Sure, that’s fair (although idk how appropriate the ice cream vs quinoa example is, I get ur point but in that case there would just be less quinoa salesmen in the first place), but it ain’t what’s happening. For example, the US men’s soccer team earns less than the women’s soccer team. It’s a rare exception, but our men’s team is ass and our women’s team is really good, so it happens. However, the women still made less. So yes, you’re 100% right that women don’t deserve the same amount just cuz “equality”, I think ur misinterpreting the issue.
I will expand on this though: men and women aren’t always paid the same cuz they’re handled differently for whatever reason. Back to my US soccer example, women are given a contract with guaranteed pay in addition to an opportunity to earn bonuses for performance. Men only make money for performance.
If we assume the teams play 20 games per year which seems to be an average that the internet thinks is correct, then if they are all losses they make the same amount: men make 5k per loss, while women make nothing for a loss but have a 100k base salary. 5k*20=100k. However, men make slightly more if they win than women do if they win. I don’t know how this equates in terms of earnings because technically women still could make more money than men in certain scenarios.

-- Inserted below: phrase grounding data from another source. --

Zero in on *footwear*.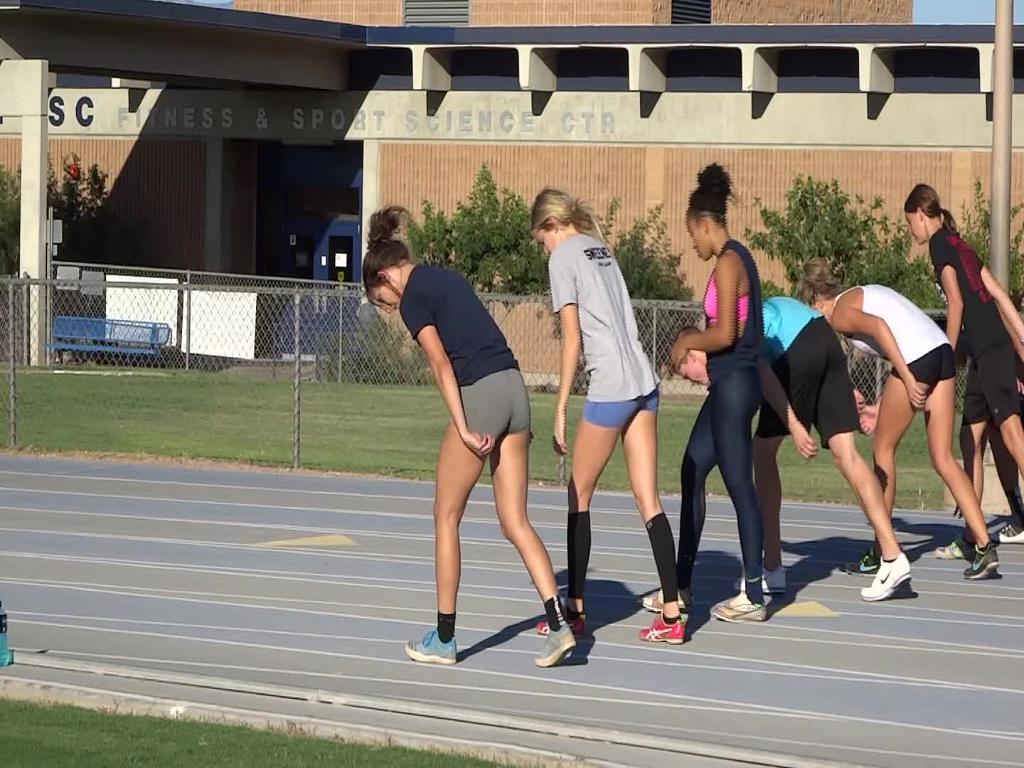
Zeroed in: 735, 555, 788, 597.
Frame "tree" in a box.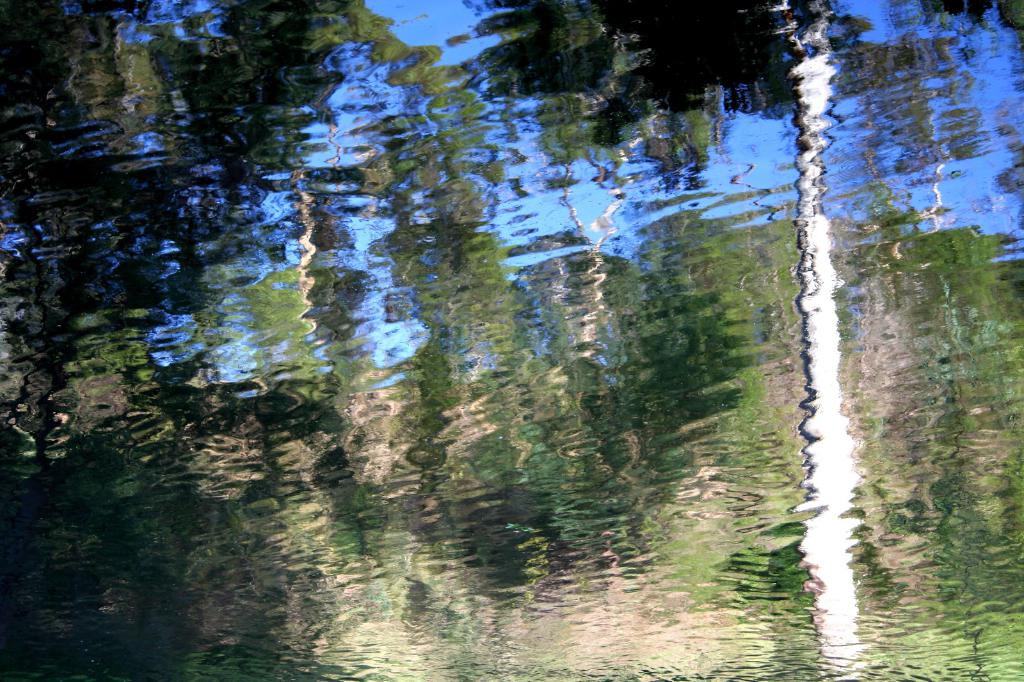
BBox(0, 0, 1023, 681).
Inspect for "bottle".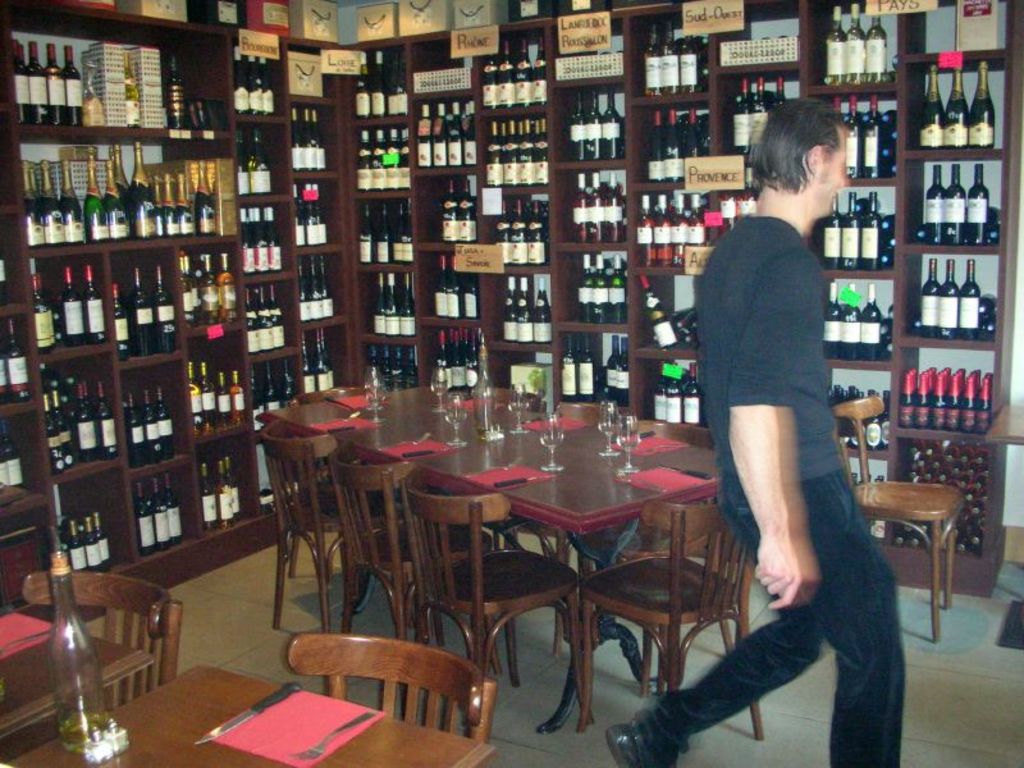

Anyway, people do tend to oversimplify issues like this. There just isn’t a simple way to fix a problem like this. That’s the problem with how some people attack gender issues: with oversimplification. Oversimplify anything (the wage gap, pink tax), and it seems terrible. Rationalize it and it ain’t so bad anymore.
1. He’s making a lot of assumptions.
This is a very big assumption. Based on this assumption, your view makes sense and is hard to argue against.
However, I must ask you to reconsider this view. If this were the only reason, people would only watch the best sport, the best league in that sport and the best sports team in that league. Yet sports leagues exist around the world. The point I’m making is, complicated factors go into watching sport.
A much more reasonable assumption would be, people watch sport for the entertainment value. That would better explain why all sorts of sports leagues get watched. It accounts for why wrestling federations around the world get decent viewership even though the majority are fake and orchestrated.
Another factor is the cultural aspect, a local team or a local league will get more interest than a foreign team/league. A game that excites a populace will have more viewership than one that doesn’t. Cricket finds it harder to be relevant in America compared to baseball or football, regardless of how good the cricketers are.
Sports ability is also a factor, but not the primary factor, and arguably not a major factor either. A league with terrible sportsmen will get low viewership, but once ability exceeds a passing threshold, it doesn’t matter anymore. Sportsmen get better by the year, but that doesn’t mean previous generations got less viewership or support.
A sports league that is well organized, culturally relevant (through advertising for example) will find itself improving in sports ability. Women’s leagues lack the cultural relevancy and lacklustre effort is dedicated towards improving that.
You’ll find a lot of the comments are basing their assumptions on lack of cultural relevancy while you’re view is based on sports ability. This gap leaves a lot of room for frustration. Frustration because both views flow quite naturally from their base assumptions.
I do think that equal and fair are not always the same thing.
That said, in his example, I also wouldn’t be working for that company for very long if my efforts – in my ASSIGNED LINE OF WORK – were just as great as someone else’s, but my pay was less.
I’d love to hear your thoughts in the comments!